We’ve been clearing vegetation for over 20 years now and are never surprised by the reasons the public don’t want a tree cut. However, as specialists, vegetation management companies must negotiate solutions that bring a client’s requirements and the needs of the customer together. It is important to think laterally in order to find solutions that may well not involve tree cutting but is most certainly vegetation management.

I heard a good example of how by negation the client and the customer were both satisfied with the outcome. A surveyor turned up at a large farm and met with the landowner, who duly drove him around all his land looking and agreeing all the work that needed to be done to fulfil the obligations. Smiling, the surveyor asked for a signature – at this point the landowner said he had one last place to show the surveyor before he would sign. Around the corner of the large grain barn they drove and there it was…. a stay wire landing in his new gateway. He said: ‘if you get that moved I’ll sign.’ The client agreed to move the stay wire at their cost, the vegetation was cut and there were smiles all round.
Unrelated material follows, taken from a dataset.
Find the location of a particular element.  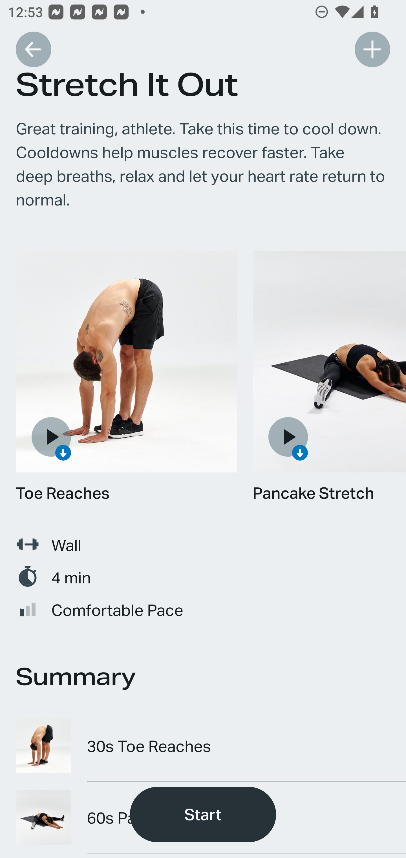

Start is located at coordinates (203, 815).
Taking a customer-focused approach is essential to arriving at a win/win solution. In this case the surveyor compromised to ensure that both landowner and the electricity company got what they needed. Often one has to undertake work outside the scope of the vegetation management contract in order to get the job done. Ideally, the vegetation management company should have a team with broad knowledge and experience so that they can resolve such problems with very little input from the client. Of course, this isn’t always possible, as some landowners can be unreasonable but the vast majority will allow work to take place after discussing all the issues.

The management of the vegetation has become so tied into the new ESQC regulations that having the trees cut may only solve the issue under these new regulations in the short term, bringing us back to the negations over a permanent solution. Permanent solutions can be achieved by taking the tree down, re-routing the power line or undergrounding it. When looking at the management from the ESCQ side, a permanent solution is needed to satisfy the regulator. Cost as well as practicality is taken into consideration, so the cheapest and most permanent solution (normally) is the removal of the tree, and this is the tree surveyor’s starting point. However, they can offer incentives such as a new tree planted away from the power line, before moving onto more expensive electrical solutions, but either way a solution can and will normally be found.

So, you can see that the management of vegetation around overhead power lines consist of far more than cutting trees. In fact while the tree cutting needs to be carried out by competent professionals it’s the negotiations that are critical. You need to have the tree knowledge, the ability to offer alternative solutions (we all like to know if there is an alterative), be a good communicator and have very good skills in weighing up the person stood in front of you, as well as a thorough understanding of the legislation that will come down on you if you get the permission wrong.

Halley McCallum is managing director of BTS Group Ltd. BTS Group is a leading utility contractor offering vegetation management, overhead line maintenance and construction including hot glove work. BTS carries out vegetation management across East Anglia both for utility companies and other major clients. It also works across Eastern England on the over head power lines for various clients. In addition to the above services, BTS also offers a comprehensive range of arboriculture and utility arboriculture nationally accredited training courses and assessments.

For further information, visit: www.btsgroupuk.com.